Notes on the Bible, by Albert Barnes, [1834], at sacred-texts.com
On the eighth day - i. e., on the first day after the week of consecration.
A young calf - A bull calf, which might have been what we should call a yearling ox.
A kid of the goats - A shaggy he-goat. See Lev 4:23 note.
The glory of the Lord - Compare Exo 16:7.
It is to be remarked that Aaron offers no peace-offering for himself. It was enough that he should participate in the peace-offerings of the consecration Lev 8:31, and in the two peace-offerings about to be sacrificed for the people.
His sin-offering was probably regarded not so much as a sacrifice for his own actual sins as a typical acknowledgment of his sinful nature and of his future duty to offer for his own sins and those of the People. See marginal references. "The law maketh men high priests which have infirmity; but the word of the oath, which was since the law, maketh the Son, who is consecrated (in the margin perfected, see Lev 8:22 note) forevermore, Heb 7:28.
Aaron did not act according to the ordinary Law Lev 4:5-7, Lev 4:16-18, but as Moses had done in the sin-offering of the consecration ceremony (Lev 8:15; compare also Lev 4:25, Lev 4:30, Lev 4:34). The probable reason of this was that he had not yet been formally introduced as the high priest into the holy place of the tabernacle.
Brought the blood - They most likely held the basons in which the blood was received as it ran from the victim, and then handed them to their father. See Lev 1:5.
In this first complete series of offerings made by the high priest, the sacrifices take their appointed order; first, the sin-offering to make atonement; then the burnt-offering, to signify the surrender of the body, soul and spirit to Yahweh in heaven; and lastly the peace-offering, to show forth the communion vouchsafed to those who are justified and sanctified. See Lev 8:14 note.
Aaron having completed the offerings, before he came down from the stage surrounding the altar on which the priests used to stand to officiate (see Exo 27:8), turned toward the people, and blessed them; probably using the form which became the established one for the priests Num 6:24-26, and which is still maintained in the synagogues.

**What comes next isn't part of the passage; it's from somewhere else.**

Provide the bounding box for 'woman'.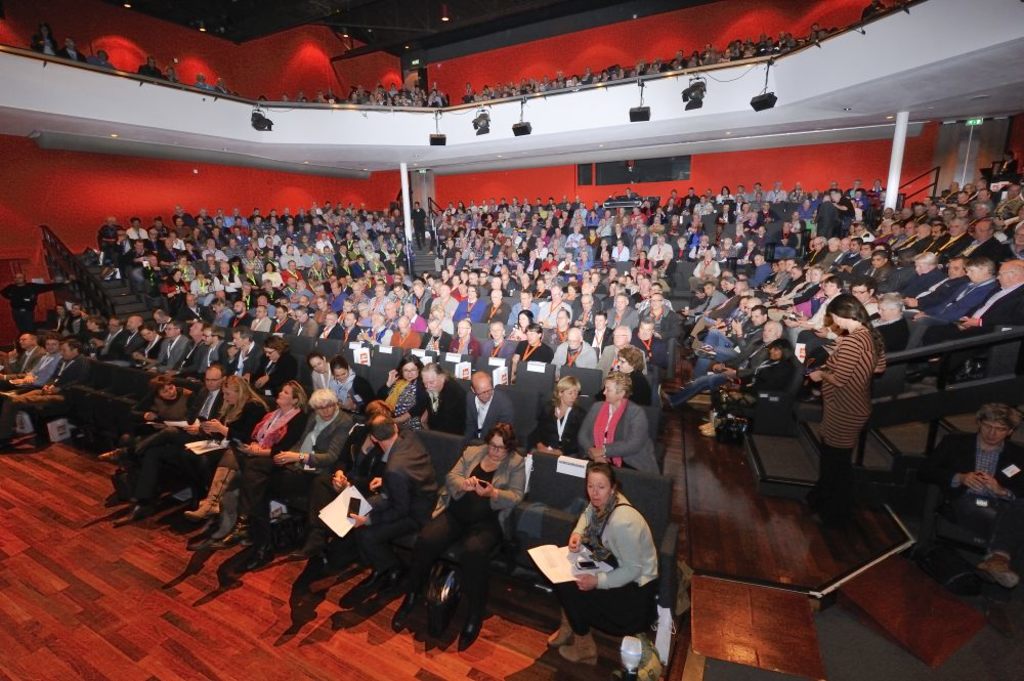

Aaron, having now gone through the cycle of priestly duties connected with the brass altar, accompanies Moses into the tent of Meeting. It was reasonable that Moses, as the divinely appointed leader of the nation, should induct Aaron into the tabernacle.
Blessed the people - This joint blessing of the mediator of the Law and the high priest was the solemn conclusion of the consecration and Inauguration. (Compare Ch2 6:3-11.) According to one tradition, the form used by Moses and Aaron resembled Psa 90:17. But another form is given in the Targum of Palestine, "May your offerings be accepted, and may the Lord dwell among you and forgive you your sins."
The very ancient Jewish tradition has been widely adopted that the sacred fire of the altar originated in this divine act, and that it was afterward preserved on the altar of the tabernacle until the dedication of the temple, when fire again "came down from heaven." Ch2 7:1. But according to the sacred narrative the altar-fire had been lighted in a natural way before this occasion. (Compare Lev 8:16; Lev 9:10, Lev 9:13, etc.; Exo 40:29.) It would therefore seem that the fire which "came out from before the Lord" manifested itself, according to the words of Lev 9:24, not in kindling the fuel on the altar, but in the sudden consuming of the victim. For the like testimony to the acceptance of a sacrifice, see Jdg 13:19-20; Kg1 18:38; Ch1 21:26, and probably Gen 4:4. The phrase to turn a sacrifice to ashes, became equivalent to accepting it (Psa 20:3, see the margin). The fire of the altar was maintained in accordance with Lev 6:13.